For Mattis-Teusch, images were practical acts that were to have an effect on life, as idealised versions of man and society. In this sense, the artist’s series of works amalgamates several currents of the early twentieth century, which, from Expressionism to Constructivism, were always in tension with social impact. The mural designs articulated a grand programme, a synthesis and utopia that did not appear again afterwards. There have been repeated attempts to refer to his work after 1945, which bears the stamp of Socialist Realism. It would be fruitful to analyse this transition in the future, and maybe highlight the fact that the artist acted as a clever innovator between styles and art centres in the interwar period. He deserves more attention, as an artist who united intellectual tendencies of the time with the workers movement, without favouring one side or one particular style.
Christian Drobe
[1] Jean Clair and Pierre Théberge, eds, The 1930s: The making of the ‘New Man’ (Ottawa, 2008).
[2] Éva R. Bajkay and Hubertus Gaßner, eds, Mattis-Teutsch und der Blaue Reiter (Munich, 2001).
[3] Nikos Pegioudis, ‘Criticizing the Crisis. Intellectual Labour and Artistic Radicalism in Late Weimar Germany,’ Object,15 (2013) pp. 27–51.

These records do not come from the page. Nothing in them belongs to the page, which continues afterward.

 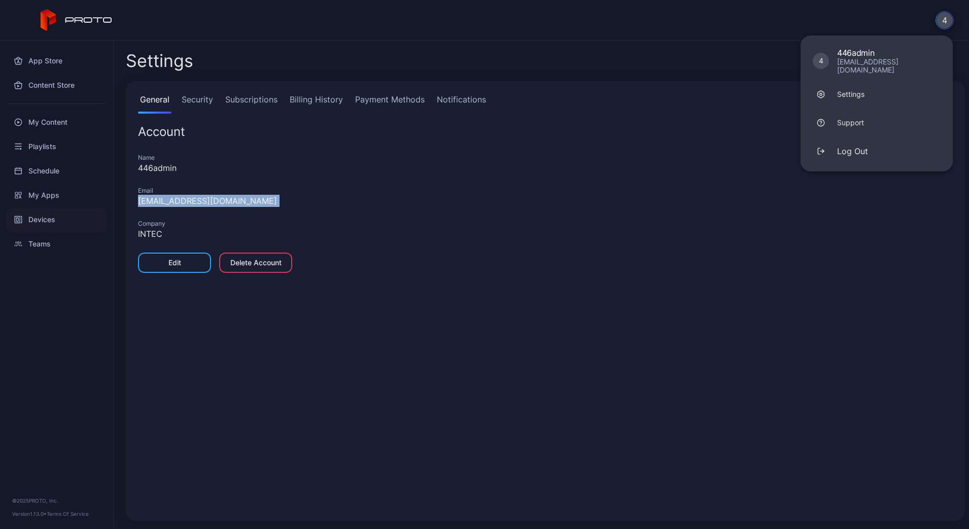 What do you see at coordinates (545, 234) in the screenshot?
I see `div: INTEC` at bounding box center [545, 234].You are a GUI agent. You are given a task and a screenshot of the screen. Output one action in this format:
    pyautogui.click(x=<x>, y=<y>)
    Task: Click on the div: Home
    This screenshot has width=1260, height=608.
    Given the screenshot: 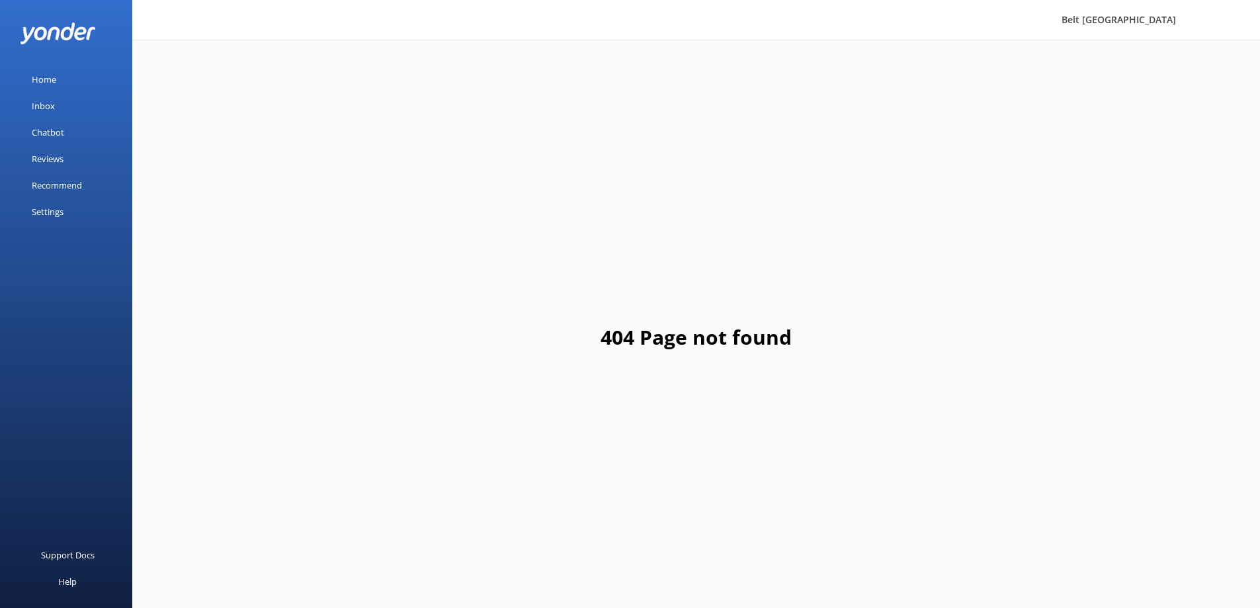 What is the action you would take?
    pyautogui.click(x=44, y=79)
    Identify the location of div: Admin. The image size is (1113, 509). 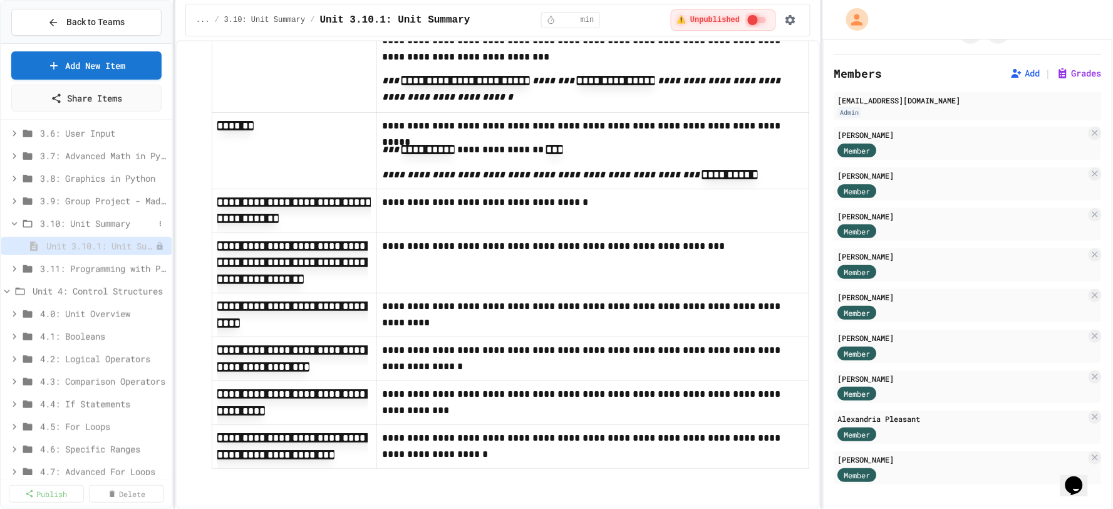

[4] Roland Prügel, Im Zeichen der Stadt: Avantgarde in Rumänien 1920–1938 (Vienna and Cologne, 2008) p. 76.
[5] This concept is mostly referred to as vanguardism, which is then again sometimes called the fraternal twin of the avant-garde for its idea of intellectual leadership and forwardness. See John W. Maerhofer, Rethinking the Vanguard: Aesthetic and Political Positions in the Modernist Debate 1917–1962 (Newcastle upon Tyne, 2009).
[6] Steven Mansbach, ‘The “Foreignness” of Classical Romanian Art,’ The Art Bulletin 80.3 (1998) p. 542.
[7] Prügel, Im Zeichen der Stadt, p. 122.
[8] János Mattis-Teutsch, Kunstideologie: Stabilität und Aktivität im Kunstwerk (Potsdam, 1931).
[9] Éva Bajkay, ‘Der Berliner Sturm,‘ in Mattis-Teutsch und der Blaue Reiter, eds Bajkay and Gaßner, p. 78.
[10] Wassily Kandinsky, Punkt und Linie zu Fläche: ein Beitrag zur Analyse der malerischen Elemente (Munich, 1928).
[11] Monika Wucher, ‘Ein monumentales Programm: Mattis-Teutsch und die Werkgruppe der Wandbildentwürfe,‘ in Bajkay and Gaßner, eds, Mattis-Teutsch und der Blaue Reiter, p. 114.